Gleaner readers tend to be among the most well-read and sophisticated information consumers in the Las Vegas MSA (see, Gleaner readers know what MSA means!). So a recent spate of stories in area media, some of them more trenchant than others, explaining Nevada's failure, as a state, will shock or surprise exactly no one who has paid even casual attention to this humble little corner of the Facebook machine.
On what is clearly a related note, erudite readers also may be familiar (Krugman riffed on it last month) with Australian economist John Quiqqin's popularization of the term "Zombie economics" and his 2010 book of that title.
Blind faith in free markets, the privatization fetish, trickle-down economics and other deeply ideological notions "have failed the test of the global financial crisis," Quiggin writes. Yet...
...the ideas that brought the global financial system to the brink of meltdown, and have already caused thousands of firms to fail and cost millions of workers their jobs, still underlie the thinking of those who are trying to respond to the crisis and, to a large extent, of the commentators and analysts who assess those responses. These ideas are neither alive nor dead; rather, they are undead, or zombie ideas.
Or as Gov. Brian Sandoval (pictured with Chuck Muth and Somer Hollingsworth) chants in an unearthly tone while fellow soulless Nevadans wander aimlessly from one shiny/moving/warm object to another amid civilization's crumbling rotting remains, "no new taxes."
Damn, Gleanster.
I always believed the extras that played the zombies in George Romero's 1968 classic "Night Of The Living Dead" were in fact Republicans.
YOU HAVE PROVED IT!
Posted by: ColinFromLasVegas | 01/05/2011 at 02:34 PM
What the Michigan Snowmobilers Association has to do with Nevada I have no idea, nor why you reference them in your article. Regardless of what area of which you speak, Nevada does not have a taxing problem, we have a spending problem. We spend money to lock up prisoners, educate kids, and take care of sick people. We have to spend less money doing that. And we already spend less than almost any state in the country. See the problem?

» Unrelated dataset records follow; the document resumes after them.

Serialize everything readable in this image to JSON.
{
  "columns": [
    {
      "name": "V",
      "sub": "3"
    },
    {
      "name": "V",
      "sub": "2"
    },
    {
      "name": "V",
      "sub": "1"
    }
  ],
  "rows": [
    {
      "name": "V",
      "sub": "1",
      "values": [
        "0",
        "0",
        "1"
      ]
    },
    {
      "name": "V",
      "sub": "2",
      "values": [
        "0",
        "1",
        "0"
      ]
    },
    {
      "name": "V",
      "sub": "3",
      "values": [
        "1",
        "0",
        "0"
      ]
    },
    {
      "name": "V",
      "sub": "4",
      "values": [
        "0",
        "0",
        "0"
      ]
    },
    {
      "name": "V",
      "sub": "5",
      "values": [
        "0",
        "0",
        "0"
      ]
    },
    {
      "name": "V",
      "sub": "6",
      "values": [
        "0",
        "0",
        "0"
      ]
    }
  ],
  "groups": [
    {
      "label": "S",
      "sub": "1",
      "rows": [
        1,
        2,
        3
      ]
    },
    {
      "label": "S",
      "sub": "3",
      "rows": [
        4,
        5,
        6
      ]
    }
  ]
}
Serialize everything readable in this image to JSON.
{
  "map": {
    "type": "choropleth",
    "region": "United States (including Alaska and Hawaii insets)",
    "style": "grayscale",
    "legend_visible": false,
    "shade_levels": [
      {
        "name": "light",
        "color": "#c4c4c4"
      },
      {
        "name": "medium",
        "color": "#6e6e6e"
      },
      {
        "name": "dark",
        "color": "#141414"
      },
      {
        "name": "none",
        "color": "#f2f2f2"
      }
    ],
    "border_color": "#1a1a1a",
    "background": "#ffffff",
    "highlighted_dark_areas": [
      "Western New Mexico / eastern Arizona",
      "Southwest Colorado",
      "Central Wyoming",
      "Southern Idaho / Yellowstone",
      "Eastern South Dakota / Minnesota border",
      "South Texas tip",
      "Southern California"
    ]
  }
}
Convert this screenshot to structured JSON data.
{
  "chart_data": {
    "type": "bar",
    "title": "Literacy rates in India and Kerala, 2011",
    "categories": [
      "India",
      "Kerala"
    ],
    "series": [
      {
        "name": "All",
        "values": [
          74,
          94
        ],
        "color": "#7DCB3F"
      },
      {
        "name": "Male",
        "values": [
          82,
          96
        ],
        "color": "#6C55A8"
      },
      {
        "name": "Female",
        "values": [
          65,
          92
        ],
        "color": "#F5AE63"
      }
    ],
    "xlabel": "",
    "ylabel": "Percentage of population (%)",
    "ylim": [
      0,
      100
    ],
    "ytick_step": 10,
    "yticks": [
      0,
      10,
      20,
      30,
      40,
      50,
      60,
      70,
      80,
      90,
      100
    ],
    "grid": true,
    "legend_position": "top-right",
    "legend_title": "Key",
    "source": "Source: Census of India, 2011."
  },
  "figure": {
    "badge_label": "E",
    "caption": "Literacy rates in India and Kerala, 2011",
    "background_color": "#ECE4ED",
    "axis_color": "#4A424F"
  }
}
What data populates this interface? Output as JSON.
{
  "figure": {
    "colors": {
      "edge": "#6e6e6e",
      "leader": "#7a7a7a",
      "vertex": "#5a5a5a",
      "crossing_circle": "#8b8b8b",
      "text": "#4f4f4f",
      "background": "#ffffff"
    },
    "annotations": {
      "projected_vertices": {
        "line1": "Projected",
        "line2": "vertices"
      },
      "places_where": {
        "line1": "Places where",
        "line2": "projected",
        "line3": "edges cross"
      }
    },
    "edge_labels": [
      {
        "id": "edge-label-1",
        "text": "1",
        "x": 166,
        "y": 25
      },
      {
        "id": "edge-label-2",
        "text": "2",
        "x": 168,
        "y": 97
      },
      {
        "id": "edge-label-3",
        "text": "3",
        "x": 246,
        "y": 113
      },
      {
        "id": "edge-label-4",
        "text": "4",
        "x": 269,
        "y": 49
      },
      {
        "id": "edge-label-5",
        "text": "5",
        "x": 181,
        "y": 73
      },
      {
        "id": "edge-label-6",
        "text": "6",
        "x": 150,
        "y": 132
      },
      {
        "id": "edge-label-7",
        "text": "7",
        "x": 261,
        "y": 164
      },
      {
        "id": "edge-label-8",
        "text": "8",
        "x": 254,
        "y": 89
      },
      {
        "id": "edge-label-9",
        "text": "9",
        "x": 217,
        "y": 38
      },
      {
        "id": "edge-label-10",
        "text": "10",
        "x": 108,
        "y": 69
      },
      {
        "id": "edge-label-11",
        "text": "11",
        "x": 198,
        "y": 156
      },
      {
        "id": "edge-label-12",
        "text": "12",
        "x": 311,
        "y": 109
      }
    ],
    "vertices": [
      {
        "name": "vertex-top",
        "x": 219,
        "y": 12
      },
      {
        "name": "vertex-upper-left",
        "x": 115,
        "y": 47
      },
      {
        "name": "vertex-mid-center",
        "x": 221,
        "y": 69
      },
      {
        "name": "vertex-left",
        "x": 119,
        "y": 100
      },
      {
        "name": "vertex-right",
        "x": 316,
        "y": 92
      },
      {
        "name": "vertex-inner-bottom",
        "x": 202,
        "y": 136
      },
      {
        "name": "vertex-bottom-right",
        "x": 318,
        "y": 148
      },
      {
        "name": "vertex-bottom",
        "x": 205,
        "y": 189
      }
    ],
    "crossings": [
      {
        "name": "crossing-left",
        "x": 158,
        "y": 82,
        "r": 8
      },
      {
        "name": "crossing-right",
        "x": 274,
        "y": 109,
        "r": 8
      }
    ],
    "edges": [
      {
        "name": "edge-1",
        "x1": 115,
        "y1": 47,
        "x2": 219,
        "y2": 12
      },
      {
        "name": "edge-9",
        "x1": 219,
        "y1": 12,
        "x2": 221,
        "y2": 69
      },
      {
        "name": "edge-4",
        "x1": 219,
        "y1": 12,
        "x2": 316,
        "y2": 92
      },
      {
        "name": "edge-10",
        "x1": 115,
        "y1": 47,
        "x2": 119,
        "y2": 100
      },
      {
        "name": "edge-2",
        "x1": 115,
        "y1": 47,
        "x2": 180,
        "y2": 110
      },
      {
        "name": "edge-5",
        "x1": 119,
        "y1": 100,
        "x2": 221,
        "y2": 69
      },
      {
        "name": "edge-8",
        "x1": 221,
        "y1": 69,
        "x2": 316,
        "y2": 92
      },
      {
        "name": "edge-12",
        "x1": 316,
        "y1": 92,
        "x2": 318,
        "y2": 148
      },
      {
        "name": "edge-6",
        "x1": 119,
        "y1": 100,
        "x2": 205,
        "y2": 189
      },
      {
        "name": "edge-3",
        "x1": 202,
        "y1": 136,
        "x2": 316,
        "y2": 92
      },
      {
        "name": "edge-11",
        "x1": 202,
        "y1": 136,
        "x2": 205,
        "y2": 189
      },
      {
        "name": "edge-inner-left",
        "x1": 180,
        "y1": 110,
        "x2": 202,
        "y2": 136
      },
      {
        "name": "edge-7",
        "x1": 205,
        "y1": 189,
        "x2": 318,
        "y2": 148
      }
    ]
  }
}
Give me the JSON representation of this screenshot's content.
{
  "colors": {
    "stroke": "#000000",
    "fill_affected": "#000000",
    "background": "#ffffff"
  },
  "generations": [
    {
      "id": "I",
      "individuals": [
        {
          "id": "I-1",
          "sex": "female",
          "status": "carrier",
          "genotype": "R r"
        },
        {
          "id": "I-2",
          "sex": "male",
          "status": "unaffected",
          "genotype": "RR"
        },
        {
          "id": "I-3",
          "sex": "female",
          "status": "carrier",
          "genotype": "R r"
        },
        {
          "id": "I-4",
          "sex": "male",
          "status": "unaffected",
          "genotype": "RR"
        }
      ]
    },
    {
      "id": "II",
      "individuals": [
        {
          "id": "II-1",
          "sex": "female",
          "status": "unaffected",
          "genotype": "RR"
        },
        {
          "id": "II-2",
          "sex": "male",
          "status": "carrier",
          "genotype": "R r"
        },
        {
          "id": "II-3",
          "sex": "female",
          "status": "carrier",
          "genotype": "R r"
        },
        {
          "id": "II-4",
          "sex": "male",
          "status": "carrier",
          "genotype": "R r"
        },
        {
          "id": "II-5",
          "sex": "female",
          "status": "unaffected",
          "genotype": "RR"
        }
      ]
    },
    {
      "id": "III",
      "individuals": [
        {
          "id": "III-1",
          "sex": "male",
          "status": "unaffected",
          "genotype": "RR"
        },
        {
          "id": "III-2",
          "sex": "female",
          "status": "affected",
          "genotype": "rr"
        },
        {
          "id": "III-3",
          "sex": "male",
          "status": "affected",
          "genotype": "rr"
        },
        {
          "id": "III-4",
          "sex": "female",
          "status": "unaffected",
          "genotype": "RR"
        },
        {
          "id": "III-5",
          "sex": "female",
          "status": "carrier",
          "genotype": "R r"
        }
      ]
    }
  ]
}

Posted by: Goldy | 01/05/2011 at 02:49 PM
Zombie economics ... 30 years on the road to nowhere.
When do we admit we're lost & turn the car around??
Posted by: Susan | 01/05/2011 at 03:56 PM
Gleaner:
I have NOT read Quiggins' book, Zombie Economics, but I just finished reading John Cassidy's 2009 book, How Markets Fail, which seems to cover much of the same ground. Cassidy constrasts what he calls "Utopian economics": free markets, Milton Friedman, etc. etc. with "Reality-Based Economics". (Cassidy is a writer for The New Yorker).
Cassidy explains that Friedman's ideas, in a minority in the 1950's and 1960's, came to be widely accepted in the 1970's and 1980's. But now, in the 2008 collapse, the banking system was only saved from total collapse by government intervention, something that Friedman abhorred. Cassidy claims that the vision of markets (and banks) being self-regulating has been totally discredited.
I hope Cassidy is right.
Thanks for the tip, gleaner, I'll look for the Quiggins book.
Posted by: Observer | 01/05/2011 at 04:07 PM
@ Observer;
Friedman was the 'genius' that got Nixon to "default on American obligations" of the 1944 Bretton Woods Agreement and "Just let the free market set currency exchange rates and trade deficits will self-correct" when he pushed Nixon to abandon the golod standard.
http://www.nytimes.com/2010/08/01/opinion/01stockman.html
Take a read of Reagan's OMB Director, David Stockman's, editorial, NYT 7.31.10, concerning the GOP led "Four Deformations of the Apocalypse" and the destruction of the U.S. economy.
http://www.nytimes.com/2010/08/01/opinion/01stockman.html
Odd how Muth's PAC has been silent since 2006 when his PAC's campaign spending in Nevada was reported on this website, and obviously he is the pudgy one in the picture above.